The nearest named color in three reference sources, ranked by perceptual distance (ΔE76 in CIELAB). ΔE < 1 is imperceptible to most viewers; ΔE > 10 is clearly different. When two sources point to the same hex they’re merged into one tile; click any to open that color’s page.

Variations

Click any swatch to explore

Harmonies

Accessibility

Color-vision simulation

How this color appears to viewers with the four major color-vision-deficiency types. Computed via the Machado (2009) physiologically-based model. If a tile matches the original, the color reads the same to that viewer.

#c5a9af
Original
#acadaf
Protanopia
#b3b2ae
Deuteranopia
#cba7ab
Tritanopia
#afafaf
Achromatopsia
WCAG contrast

The color used as foreground text against pure white and pure black, with the contrast ratio and WCAG 2.1 grade. Aim for AA (4.5:1) for body text and AA Large (3:1) for 18 pt+ headlines; AAA (7:1) is the gold standard for long-form reading surfaces.

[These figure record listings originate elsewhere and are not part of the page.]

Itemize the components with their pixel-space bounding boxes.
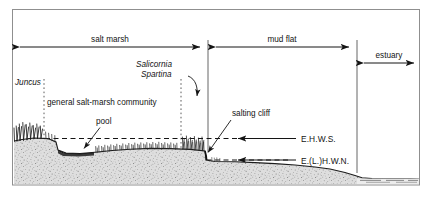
zone-label-salt-marsh: salt marsh <box>91 35 129 44</box>
zone-span-salt-marsh: salt marsh <box>20 35 200 48</box>
label-general-community: general salt-marsh community <box>47 98 158 107</box>
label-salicornia: Salicornia <box>136 60 172 69</box>
salting-cliff-leader-arrow <box>208 120 231 153</box>
zone-label-mud-flat: mud flat <box>267 35 297 44</box>
pool-water <box>58 150 94 156</box>
profile-figure: salt marsh mud flat estuary Juncus Salic… <box>0 0 428 203</box>
label-spartina: Spartina <box>141 70 172 79</box>
ground-substrate <box>14 138 419 184</box>
label-salting-cliff: salting cliff <box>232 109 271 118</box>
tide-label-ehws: E.H.W.S. <box>301 134 336 144</box>
salicornia-spartina-leader-arrow <box>188 76 197 96</box>
label-juncus: Juncus <box>14 78 41 87</box>
zone-span-mud-flat: mud flat <box>216 35 349 48</box>
tide-label-elhwn: E.(L.)H.W.N. <box>301 156 349 166</box>
salt-marsh-profile-diagram: salt marsh mud flat estuary Juncus Salic… <box>0 0 428 203</box>
estuary-water <box>357 179 419 184</box>
zone-span-estuary: estuary <box>364 51 414 64</box>
label-pool: pool <box>96 117 112 126</box>
zone-label-estuary: estuary <box>376 51 404 60</box>
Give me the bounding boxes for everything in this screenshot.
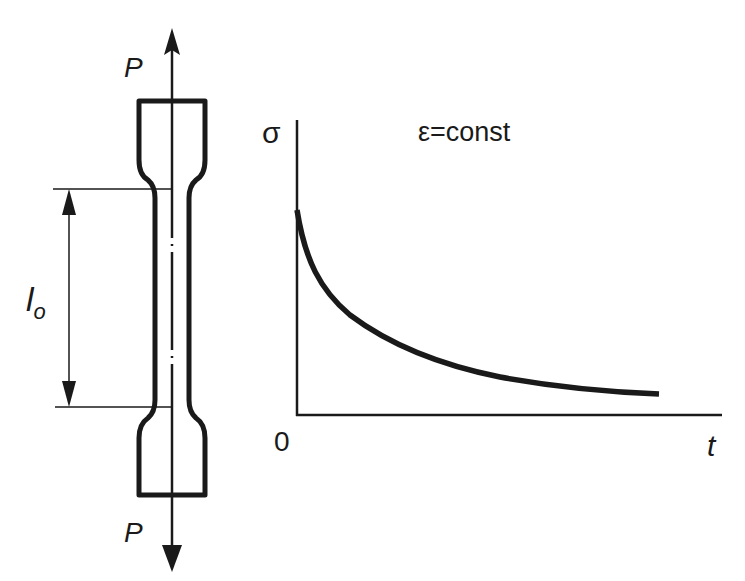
dimension-arrow-up-icon	[62, 189, 76, 215]
dimension-arrow-down-icon	[62, 381, 76, 407]
gauge-length-symbol: l	[26, 280, 34, 318]
relaxation-curve	[297, 210, 659, 394]
chart-title: ε=const	[418, 119, 510, 146]
origin-label: 0	[274, 428, 290, 456]
load-label-top: P	[124, 54, 143, 82]
gauge-length-subscript: o	[34, 299, 46, 324]
gauge-length-label: lo	[26, 282, 46, 323]
y-axis-label: σ	[262, 118, 281, 148]
chart-axes	[296, 120, 722, 416]
x-axis-label: t	[707, 431, 715, 461]
load-label-bottom: P	[124, 519, 143, 547]
arrow-down-icon	[162, 545, 182, 572]
diagram-canvas	[0, 0, 745, 581]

The quick brown foxSample body text at normal size. The wcag minimum for body contrast is 4.5:1 (AA) or 7:1 (AAA).
Failon White
2.17:1
The quick brown foxSample body text at normal size. The wcag minimum for body contrast is 4.5:1 (AA) or 7:1 (AAA).
AAAon Black
9.67:1

Wide gamut

Display P3 representation

The CSS Color 4 wide-gamut form of this color. Both swatches render the same color on every display — the P3 form only diverges from sRGB when a designer pushes channels outside sRGB's reach.

sRGB hex
sRGB hex
##C5A9AF
Display P3
Display P3
color(display-p3 0.7546 0.6668 0.6862)
Inside sRGBOKLCH chroma 0.034

This color sits well within the sRGB cube. P3 and sRGB share the gray axis and most desaturated tones, so a P3 display renders this identically to an sRGB display.